TENTATIVE
Foreword
Marketing aims at creating, communicating, delivering, and exchanging offerings that (hopefully) have value for customers, clients, partners, or other relationships. Much of its success depends on reaching the right people with the right message in the right situation. Whatever can be of help in this endeavour is to be used or at least tried out. Trying different media is part of these experiments and has lead to many experiences - more or less successful ones among them.
In today’s media-rich society with many messages (more or less desperately) searching for receivers successful marketing means especially to reach people when they are open to receive a marketing message. This may be one reason, why mobile marketing – or more precisely – marketing making use of mobile communication is considered as such a promising field. The vast coverage that mobile communication networks (e.g., GSM) offer allows to reach more and more people at almost every location and consequently at almost every time. In addition mobile communication subscribers are often identified to at least some degree via their mobile phone number. And last but not least the infrastructure of cell-based networks together with ever-improving navigation based on satellites can tell quite a bit about customers and their situation. Thus, marketers can come closer to consumers than ever before.
Coming close and not being annoying requires special skills. While not all of them can be acquired by research, this situation clearly asks for a Handbook of Research on Mobile Marketing Management. Key Pousttchi and Dietmar G. Wiedemann can therefore be applauded for having chosen the right topic at the right time demonstrating good marketing skills. Will a handbook be the right medium in an age of content overflow? It can be, if it is structured well, and the structure of this book does make sense: Starting with an “Introduction to Mobile Marketing” and then following up with “Technology Issues in Mobile Marketing” avoids the mistake to believe that technology would solve every problem, even if it is not even explained, while demonstrating at the same time that mobile marketing cannot be successful without understanding the technology basics. Both sections give a good basis for describing “Research Issues in Mobile Marketing”, as done in Section 3, before then “Managerial Issues in Mobile Marketing” can be discussed in Section 4.
This handbook, collected by editors, who for a long time have fostered the communication and exchange between researchers and practitioners, should help both to understand current issues as well as open questions and last not least each other.
May it receive the success it deserves.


_Work to be completed_. Locate each line with the string "badge" in the listing below and copy it.

_Provided data_.

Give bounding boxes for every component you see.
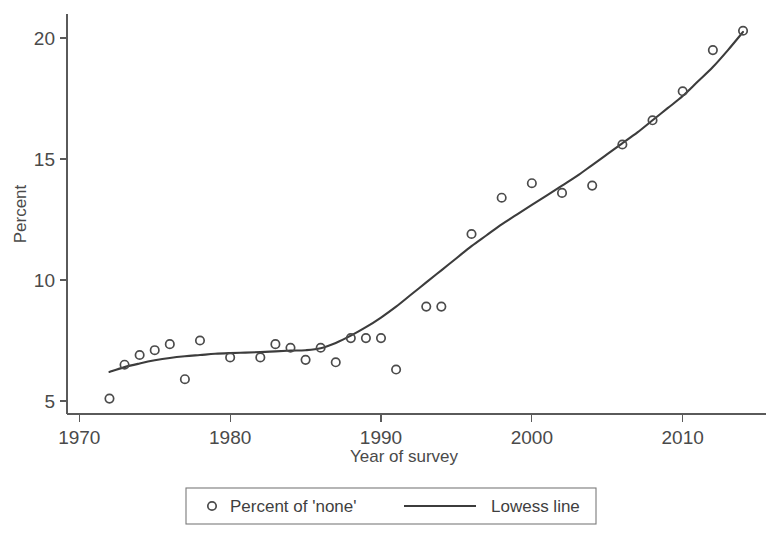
data-point-1993: [422, 302, 430, 310]
data-point-2000: [528, 179, 536, 187]
data-point-1985: [301, 356, 309, 364]
legend-label-percent-of-none: Percent of 'none': [230, 497, 357, 516]
data-point-1982: [256, 353, 264, 361]
data-point-1983: [271, 340, 279, 348]
data-point-1987: [332, 358, 340, 366]
x-tick-label-1970: 1970: [58, 427, 100, 448]
data-point-1977: [181, 375, 189, 383]
data-point-2004: [588, 181, 596, 189]
x-tick-label-2010: 2010: [662, 427, 704, 448]
data-point-2010: [679, 87, 687, 95]
legend-label-lowess-line: Lowess line: [491, 497, 580, 516]
y-tick-label-20: 20: [34, 28, 55, 49]
plot-area: 510152019701980199020002010Year of surve…: [11, 14, 766, 524]
data-point-2012: [709, 46, 717, 54]
y-tick-label-10: 10: [34, 270, 55, 291]
data-point-1980: [226, 353, 234, 361]
data-point-2014: [739, 27, 747, 35]
data-point-2002: [558, 189, 566, 197]
data-point-1996: [467, 230, 475, 238]
data-point-1990: [377, 334, 385, 342]
data-point-1976: [166, 340, 174, 348]
chart-figure: 510152019701980199020002010Year of surve…: [0, 0, 774, 535]
y-tick-label-15: 15: [34, 149, 55, 170]
lowess-line: [109, 32, 743, 372]
data-point-1989: [362, 334, 370, 342]
data-point-1974: [135, 351, 143, 359]
data-point-1994: [437, 302, 445, 310]
y-axis-title: Percent: [11, 184, 30, 243]
y-tick-label-5: 5: [44, 391, 55, 412]
data-point-1998: [497, 194, 505, 202]
data-point-1991: [392, 365, 400, 373]
data-point-1975: [151, 346, 159, 354]
x-tick-label-1990: 1990: [360, 427, 402, 448]
data-point-1978: [196, 336, 204, 344]
data-point-1972: [105, 394, 113, 402]
x-tick-label-1980: 1980: [209, 427, 251, 448]
x-tick-label-2000: 2000: [511, 427, 553, 448]
x-axis-title: Year of survey: [350, 447, 459, 466]
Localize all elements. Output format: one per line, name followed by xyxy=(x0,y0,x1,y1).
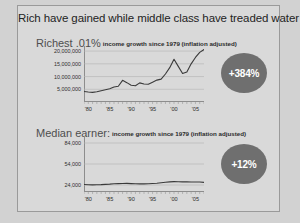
plot-canvas-richest xyxy=(84,46,204,105)
chart-panel-richest: Richest .01%income growth since 1979 (in… xyxy=(18,33,281,113)
slide-container: Rich have gained while middle class have… xyxy=(17,5,280,212)
y-tick-label: 84,000 xyxy=(65,140,82,146)
x-tick-label: '05 xyxy=(192,106,199,112)
x-tick-label: '80 xyxy=(85,106,92,112)
x-tick-label: '05 xyxy=(192,196,199,202)
x-tick-label: '90 xyxy=(127,196,134,202)
x-tick-label: '95 xyxy=(149,106,156,112)
page-title: Rich have gained while middle class have… xyxy=(18,12,279,24)
x-tick-label: '90 xyxy=(127,106,134,112)
x-tick-label: '85 xyxy=(106,106,113,112)
x-tick-label: '00 xyxy=(170,196,177,202)
chart-panel-median: Median earner:income growth since 1979 (… xyxy=(18,123,281,203)
x-tick-label: '95 xyxy=(149,196,156,202)
y-tick-label: 5,000,000 xyxy=(57,86,81,92)
y-tick-label: 54,000 xyxy=(65,161,82,167)
y-tick-label: 24,000 xyxy=(65,182,82,188)
y-tick-label: 15,000,000 xyxy=(54,61,81,67)
line-chart-richest: 5,000,00010,000,00015,000,00020,000,000 … xyxy=(84,46,204,102)
growth-badge-richest: +384% xyxy=(221,53,267,93)
x-tick-label: '85 xyxy=(106,196,113,202)
y-tick-label: 20,000,000 xyxy=(54,48,81,54)
x-tick-label: '00 xyxy=(170,106,177,112)
growth-badge-median: +12% xyxy=(221,144,267,184)
line-chart-median: 24,00054,00084,000 '80'85'90'95'00'05 xyxy=(84,136,204,192)
x-tick-label: '80 xyxy=(85,196,92,202)
y-tick-label: 10,000,000 xyxy=(54,74,81,80)
plot-canvas-median xyxy=(84,136,204,195)
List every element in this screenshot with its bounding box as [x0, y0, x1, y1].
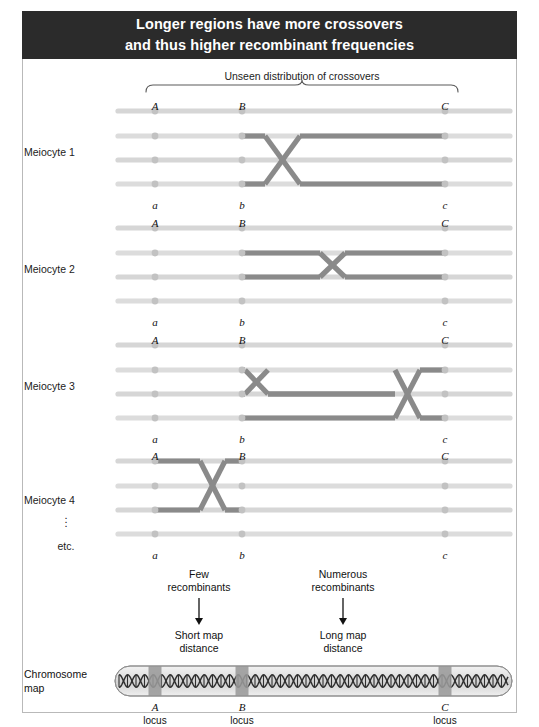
- chromosome-locus-c-name: C: [441, 701, 448, 713]
- chromosome-map-label-line-2: map: [24, 682, 87, 696]
- allele-label-b-meiocyte-4-bottom: b: [239, 549, 245, 561]
- allele-label-b-meiocyte-3-bottom: b: [239, 433, 245, 445]
- annotation-short-line-2: distance: [175, 642, 223, 655]
- chromosome-locus-c: C locus: [433, 700, 456, 727]
- chromosome-locus-a: A locus: [143, 700, 166, 727]
- allele-label-C-meiocyte-1-top: C: [441, 100, 448, 112]
- allele-label-a-meiocyte-2-bottom: a: [152, 316, 158, 328]
- meiocyte-1-label: Meiocyte 1: [24, 146, 75, 158]
- unseen-distribution-caption: Unseen distribution of crossovers: [224, 70, 379, 82]
- annotation-numerous-line-1: Numerous: [311, 568, 374, 581]
- vertical-ellipsis: ...: [64, 513, 67, 525]
- allele-label-B-meiocyte-2-top: B: [239, 217, 246, 229]
- annotation-few-line-2: recombinants: [167, 581, 230, 594]
- chromosome-locus-b-sub: locus: [230, 714, 253, 727]
- chromosome-locus-b: B locus: [230, 700, 253, 727]
- allele-label-a-meiocyte-1-bottom: a: [152, 199, 158, 211]
- allele-label-A-meiocyte-2-top: A: [152, 217, 159, 229]
- annotation-long-line-1: Long map: [320, 629, 367, 642]
- chromosome-locus-c-sub: locus: [433, 714, 456, 727]
- allele-label-b-meiocyte-1-bottom: b: [239, 199, 245, 211]
- annotation-short-line-1: Short map: [175, 629, 223, 642]
- allele-label-A-meiocyte-1-top: A: [152, 100, 159, 112]
- meiocyte-4-label: Meiocyte 4: [24, 494, 75, 506]
- allele-label-b-meiocyte-2-bottom: b: [239, 316, 245, 328]
- allele-label-c-meiocyte-4-bottom: c: [443, 549, 448, 561]
- chromosome-locus-a-sub: locus: [143, 714, 166, 727]
- annotation-short-map-distance: Short map distance: [175, 629, 223, 655]
- title-line-1: Longer regions have more crossovers: [136, 16, 403, 32]
- allele-label-c-meiocyte-2-bottom: c: [443, 316, 448, 328]
- chromosome-locus-b-name: B: [239, 701, 246, 713]
- figure-frame: [22, 11, 517, 713]
- meiocyte-3-label: Meiocyte 3: [24, 380, 75, 392]
- title-line-2: and thus higher recombinant frequencies: [125, 37, 414, 53]
- allele-label-A-meiocyte-3-top: A: [152, 334, 159, 346]
- annotation-long-map-distance: Long map distance: [320, 629, 367, 655]
- allele-label-B-meiocyte-3-top: B: [239, 334, 246, 346]
- annotation-few-line-1: Few: [167, 568, 230, 581]
- allele-label-A-meiocyte-4-top: A: [152, 450, 159, 462]
- allele-label-C-meiocyte-3-top: C: [441, 334, 448, 346]
- annotation-numerous-line-2: recombinants: [311, 581, 374, 594]
- figure-title-bar: Longer regions have more crossovers and …: [22, 11, 517, 59]
- chromosome-map-label: Chromosome map: [24, 668, 87, 695]
- allele-label-c-meiocyte-1-bottom: c: [443, 199, 448, 211]
- annotation-numerous-recombinants: Numerous recombinants: [311, 568, 374, 594]
- chromosome-map-label-line-1: Chromosome: [24, 668, 87, 682]
- etc-label: etc.: [58, 540, 75, 552]
- allele-label-a-meiocyte-4-bottom: a: [152, 549, 158, 561]
- annotation-few-recombinants: Few recombinants: [167, 568, 230, 594]
- allele-label-c-meiocyte-3-bottom: c: [443, 433, 448, 445]
- meiocyte-2-label: Meiocyte 2: [24, 263, 75, 275]
- figure-title: Longer regions have more crossovers and …: [115, 14, 424, 55]
- allele-label-a-meiocyte-3-bottom: a: [152, 433, 158, 445]
- allele-label-C-meiocyte-2-top: C: [441, 217, 448, 229]
- allele-label-B-meiocyte-4-top: B: [239, 450, 246, 462]
- allele-label-B-meiocyte-1-top: B: [239, 100, 246, 112]
- allele-label-C-meiocyte-4-top: C: [441, 450, 448, 462]
- annotation-long-line-2: distance: [320, 642, 367, 655]
- figure-root: Longer regions have more crossovers and …: [0, 0, 539, 727]
- chromosome-locus-a-name: A: [152, 701, 159, 713]
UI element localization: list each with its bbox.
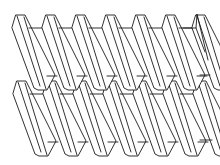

_Exercise solution_.
growth-badge-richest: +384% xyxy=(221,53,267,93)
growth-badge-median: +12% xyxy=(221,144,267,184)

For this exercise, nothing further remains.